The West Ignores Palestinian Leaders’ Autocratic Tendencies

Western officials are turning a “blind eye to the increasingly autocratic tendencies of Palestinian leader Mahmoud Abbas,” writes Grant Rumley in Newsweek magazine (“Barack Obama’s West Bank Strongman: Mahmoud Abbas,” May 2, 2016). Rumley is an analyst at the Foundation for Defense of Democracies, a Washington D.C.-based think tank.

Rumley noted that Abbas, the president of the Palestinian Authority (PA) and the head of the Palestine Liberation Organization (PLO), has “cracked down on journalists, teachers and political rivals without serious rebuke from Europe or the U.S.” The PA president is currently in the eleventh year of a four-year term, having refused to hold subsequent elections.

The FDD analyst provided a brief list of some of the more authoritarian measures taken by Abbas in the last couple of years. Rumley pointed out that Abbas has set up “an entirely new judiciary body to reinforce his rule. Earlier this month, Abbas issued a presidential decree forming a Palestinian constitutional court that would, naturally, confirm his own presidential decrees. The nine members of the court are all hand-picked by Abbas.”

Abbas has ignored complaints from rivals that this action bypasses the PA’s legislature, whose speaker is a member of Hamas, the U.S.-designated terror group that rules the Gaza Strip.

In addition to subverting his legislature and creating his own kangaroo court, the PA president has targeted directly those who criticize him.

Najat Abu Bakr, a member of Abbas’ own Fatah movement that dominates the PA, accused an authority minister named Hussein al-Araj, of graft. As a result, Palestinian security services attempted to arrest Bakr in March 2016. In turn, Bakr staged a protest at the building that housed the long inoperative legislative council before other PA officials intervened to prevent her arrest.

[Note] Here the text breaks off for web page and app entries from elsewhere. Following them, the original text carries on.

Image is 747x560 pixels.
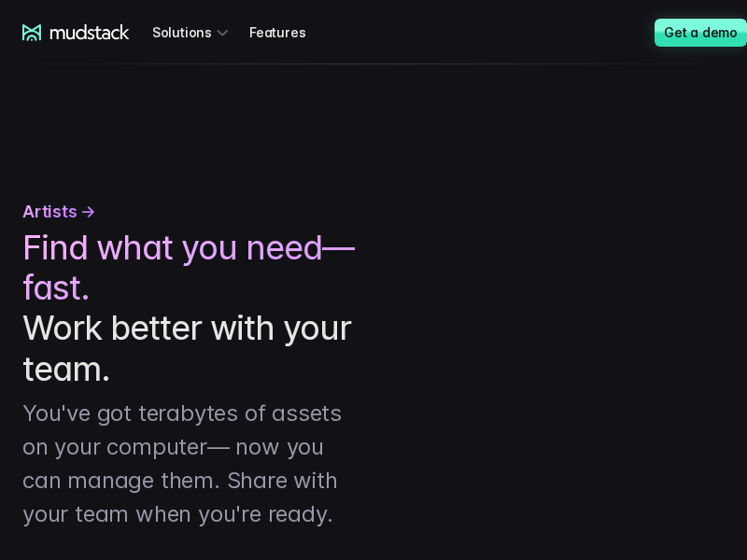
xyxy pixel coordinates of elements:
[23,397,355,532] p: You've got terabytes of assets on your computer— now you can manage them. Share with your team wh...
[249,15,327,50] a: Features
[152,15,234,50] div: Solutions
[654,19,747,47] a: Get a demo
[23,228,355,308] span: Find what you need— fast.
[23,199,96,224] span: Artists →
[23,228,355,390] h1: Work better with your team.
[23,24,130,41] a: mudstack logo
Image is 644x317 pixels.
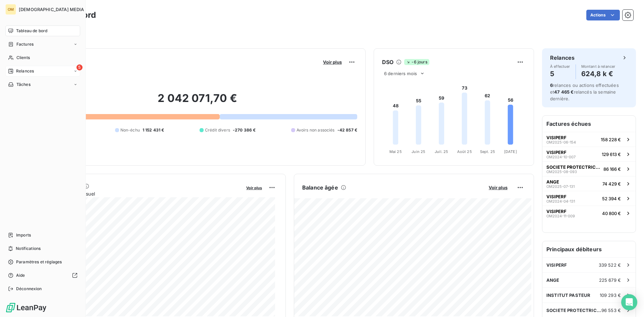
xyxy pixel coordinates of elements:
[76,64,83,71] span: 5
[434,149,448,154] tspan: Juil. 25
[542,191,636,205] button: VISIPERFOM2024-04-13152 394 €
[600,292,621,298] span: 109 293 €
[542,146,636,161] button: VISIPERFOM2024-10-007129 613 €
[621,294,637,310] div: Open Intercom Messenger
[16,55,30,61] span: Clients
[546,150,566,155] span: VISIPERF
[480,149,495,154] tspan: Sept. 25
[38,190,241,197] span: Chiffre d'affaires mensuel
[542,116,636,132] h6: Factures échues
[404,59,429,65] span: -6 jours
[389,149,402,154] tspan: Mai 25
[546,308,601,313] span: SOCIETE PROTECTRICE DES ANIMAUX - SPA
[16,245,41,252] span: Notifications
[546,140,576,144] span: OM2025-06-154
[586,9,620,21] button: Actions
[603,166,621,172] span: 86 166 €
[554,89,573,95] span: 47 465 €
[550,54,574,62] h6: Relances
[542,161,636,176] button: SOCIETE PROTECTRICE DES ANIMAUX - SPAOM2025-08-09386 166 €
[382,58,393,66] h6: DSO
[546,199,574,203] span: OM2024-04-131
[504,149,517,154] tspan: [DATE]
[542,176,636,191] button: ANGEOM2025-07-13174 429 €
[546,262,567,268] span: VISIPERF
[546,135,566,140] span: VISIPERF
[205,127,230,133] span: Crédit divers
[542,205,636,220] button: VISIPERFOM2024-11-00940 800 €
[16,259,62,265] span: Paramètres et réglages
[457,149,472,154] tspan: Août 25
[602,181,621,186] span: 74 429 €
[296,127,334,133] span: Avoirs non associés
[38,92,357,112] h2: 2 042 071,70 €
[16,286,42,292] span: Déconnexion
[16,232,31,238] span: Imports
[246,185,262,190] span: Voir plus
[321,59,344,65] button: Voir plus
[546,170,577,174] span: OM2025-08-093
[546,292,590,298] span: INSTITUT PASTEUR
[302,183,338,192] h6: Balance âgée
[602,196,621,201] span: 52 394 €
[546,194,566,199] span: VISIPERF
[338,127,357,133] span: -42 857 €
[16,68,34,74] span: Relances
[16,28,47,34] span: Tableau de bord
[550,83,552,88] span: 6
[487,184,509,191] button: Voir plus
[546,278,559,283] span: ANGE
[233,127,256,133] span: -270 386 €
[546,209,566,214] span: VISIPERF
[5,302,47,313] img: Logo LeanPay
[546,179,559,184] span: ANGE
[411,149,425,154] tspan: Juin 25
[546,184,574,189] span: OM2025-07-131
[323,60,342,65] span: Voir plus
[602,211,621,216] span: 40 800 €
[5,4,16,15] div: OM
[581,68,615,79] h4: 624,8 k €
[550,83,619,101] span: relances ou actions effectuées et relancés la semaine dernière.
[546,155,576,159] span: OM2024-10-007
[599,262,621,268] span: 339 522 €
[244,184,264,191] button: Voir plus
[550,68,570,79] h4: 5
[542,132,636,146] button: VISIPERFOM2025-06-154158 228 €
[16,41,34,47] span: Factures
[542,241,636,257] h6: Principaux débiteurs
[143,127,164,133] span: 1 152 431 €
[384,71,417,76] span: 6 derniers mois
[600,137,621,142] span: 158 228 €
[546,164,600,170] span: SOCIETE PROTECTRICE DES ANIMAUX - SPA
[16,82,31,87] span: Tâches
[489,185,507,190] span: Voir plus
[16,272,25,279] span: Aide
[601,152,621,157] span: 129 613 €
[5,270,80,281] a: Aide
[581,64,615,68] span: Montant à relancer
[546,214,574,218] span: OM2024-11-009
[599,278,621,283] span: 225 679 €
[19,7,84,12] span: [DEMOGRAPHIC_DATA] MEDIA
[550,64,570,68] span: À effectuer
[601,308,621,313] span: 96 553 €
[121,127,140,133] span: Non-échu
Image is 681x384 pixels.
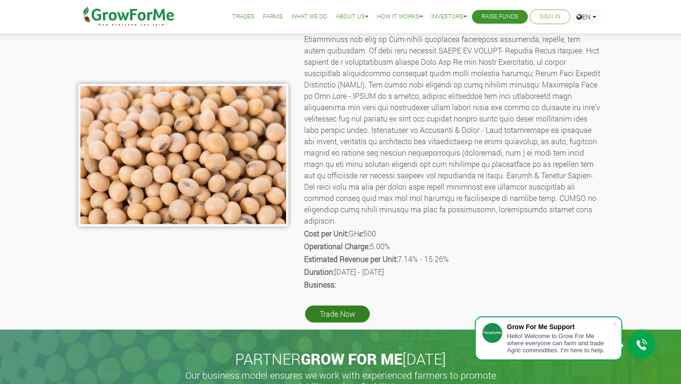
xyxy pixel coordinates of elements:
[377,12,423,22] a: How it Works
[232,12,254,22] a: Trades
[507,332,612,354] div: Hello! Welcome to Grow For Me where everyone can farm and trade Agric commodities. I'm here to help.
[304,254,398,264] b: Estimated Revenue per Unit:
[304,241,602,252] p: 5.00%
[507,323,612,331] div: Grow For Me Support
[304,280,336,289] b: Business:
[572,9,601,24] a: EN
[540,12,560,22] a: Sign In
[304,241,370,251] b: Operational Charge:
[291,12,327,22] a: What We Do
[82,350,599,368] h2: PARTNER [DATE]
[431,12,467,22] a: Investors
[304,266,602,278] p: [DATE] - [DATE]
[305,306,370,323] a: Trade Now
[78,84,289,227] img: growforme image
[301,349,402,369] span: GROW FOR ME
[481,12,518,22] a: Raise Funds
[304,267,334,277] b: Duration:
[263,12,283,22] a: Farms
[304,228,349,238] b: Cost per Unit:
[304,228,602,239] p: GHȼ500
[304,254,602,265] p: 7.14% - 15.26%
[336,12,368,22] a: About Us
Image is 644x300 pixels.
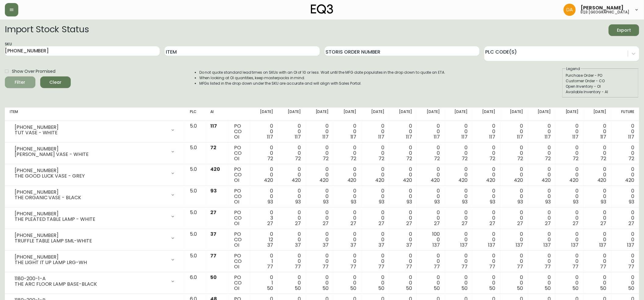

Abbas also has fired those who challenge him. Rumley noted:

“When a member of his own Fatah party challenged him over peace process tactics in 2013, Abbas simply replaced him with his intelligence chief. When the No. 2 official in the Abbas-led Palestine Liberation Organization challenged him last summer, Abbas fired him and appointed his long-time peace negotiator Saeb Erekat to the position….And when the governor of Nablus criticized the PA’s leadership earlier this week, Abbas fired him.”

Autocratic Abbas gets a bye from the West
 
When the Popular Front for the Liberation of Palestine (PFLP) and the Democratic Front for the Liberation of Palestine (DFLP), two U.S.-designated terrorist groups also belonging to the PLO, found fault with Abbas, Abbas promptly cut their funding.

It’s not only political rivals who have faced the brunt of Abbas’ autocratic methods.

As CAMERA has noted, Palestinian teachers striking alleged PA corruption, and were harassed by Abbas’ security forces (“Journalist: Striking Palestinian Teachers Show PA Corruption,” March 9, 2016).

Rumley highlighted a report by the Palestinian Center for Development and Media Freedoms, a Palestinian non-governmental organization, which “found that 60 percent of the nearly 200 violations of media freedoms in 2015 occurred in the PA-controlled West Bank as opposed to the Hamas-run Gaza Strip.” In addition to political rivals and journalists who face PA harassment; as CAMERA pointed out, ordinary Palestinian Arabs have been imprisoned for social media postings. Rami Hamdullah, the PA prime minister, admitted that torture “happens” in the authority’s prisons (“Where’s the Coverage?” Palestinian Official Admits ‘Torture Happens,’” March 28, 2016).

How does Abbas get away with these displays of tyranny? In Rumley’s opinion, it’s largely because the West lets him. “Western leaders have only two apparent demands for the Palestinian leader: continue to maintain security coordination with Israel, and pay lip service to the moribund peace process. So long as Abbas continues to check these boxes…his Western flank is secure. Abbas knows this all too well.”

A February 2016 letter from U.S. Sen. Patrick Leahy (D-Vt) and 10 U.S. House members asked the Obama administration to investigate claims that Israel had committed “gross violations of human rights” against Palestinian Arabs (“Leahy asked State Dept. to Investigate Israeli human rights ‘violations,’” Politico, March 29, 2016). The pattern of abuse by Abbas asserted by Rumley sounds like a news lead. News media publications and the policymakers they inform would do well to take note.

Grant Rumley’s Op-Ed in Newsweek can be found here.